Surprisingly, some sellers review their products by opening separate accounts that they use as buyers. They write a review, and it gets published and stays up on their page with no warning from Amazon for the first time. As they continue setting up more accounts and reviewing their products, Amazon catches up with them.
We all know that Amazon is good at tracing multiple accounts using various information to link up logins even when we register on different computers and browsers using different names and addresses. Sometimes, amazon may close such accounts instantly or it can take some time.
Asking Employees and Family for Reviews
Asking employees and family members for reviews on your Amazon products sounds like a good idea, but amazon strictly prohibits them from giving reviews. Amazon considers family and employees to have some sort of interest in the business and so it would be similar to reviewing your own product.
Sellers ask for family and employee reviews simply because they want and know they will get positive reviews from them. Nonetheless, it is the same as writing your review.
How does Amazon recognize employee or family member reviews? Amazon runs a set of modern technology that detects account connections. If I have several employees and close family members, there is a high possibility that some of their accounts are directly linked to mine.
For instance, let’s say that one of my employees once used Amazon to buy a product and sent it directly to my address, or onetime I logged into my Amazon account from one of my family members’ house.

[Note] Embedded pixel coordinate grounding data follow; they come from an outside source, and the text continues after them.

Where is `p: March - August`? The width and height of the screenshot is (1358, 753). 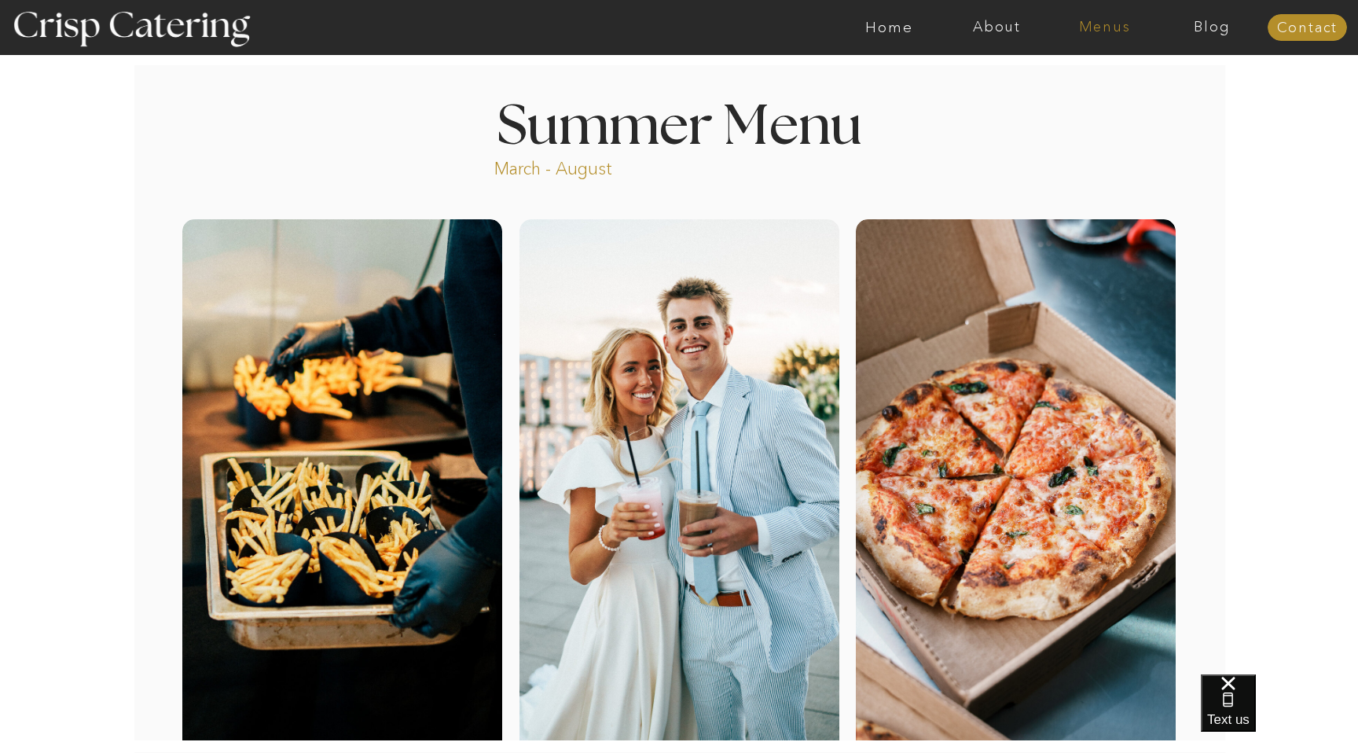
p: March - August is located at coordinates (602, 166).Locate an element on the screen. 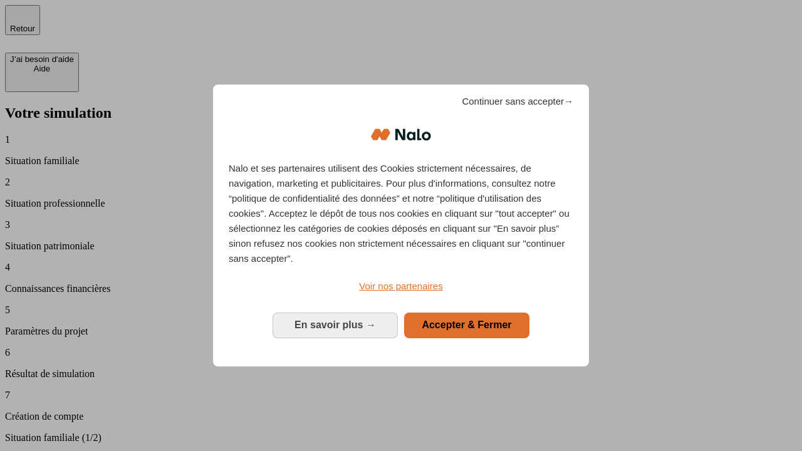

All these accounts eventually link up and establish a connection, which is proof enough to Amazon that I am related to those people in one way or another.
Amazon only mentions family and employees and does not rule out friends, which means that they may or may not be prohibited from writing your reviews. With this regard, you can ask one or two friends to give you favorable feedback about your product but with caution, because it is also risky.
Asking Non-Amazon Buyers for Reviews
Most of the time, we create good customer-seller relationships both online and in our brick-and-mortar stores. The customers entrust us with the shipping of their goods and after-sales service. They give us a go-ahead to contact them anytime via their phone, email, or physical mail about our product updates and marketing messages.
As per Amazon policy, when someone buys my product from Amazon, they don’t become my customer, rather Amazon’s alone. Amazon clearly states this, and its breach can lead to account closure and loss to your business.
Although Amazon customers may provide you with their contacts, it is only meant for delivery purposes, and you are prohibited from contacting customers using their phone numbers.
What about a customer’s email address? Amazon does not provide you with their customer’s real email addresses. Instead, they give us an encrypted version linked to the buyer-seller messaging service.
Amazon customers know that they are Amazon’s clients but not yours. According to their understanding, they buy products from amazon and not from you. It would therefore be a breach of policy for you to contact customers directly, which would raise eyebrows with Amazon.
There are no shortcuts to getting positive reviews on Amazon. Getting positive reviews is all about continuous hard work, persistence, and communication techniques. These are the keys to success in Amazon. Once we learn the art of trading right, and by observing the do’s and don’ts, you will get better reviews that translate to sales.
The growth might be slow but it’s worth it because eventually, you will scale up your monthly revenues without hacks and quick fixes that could land you in trouble.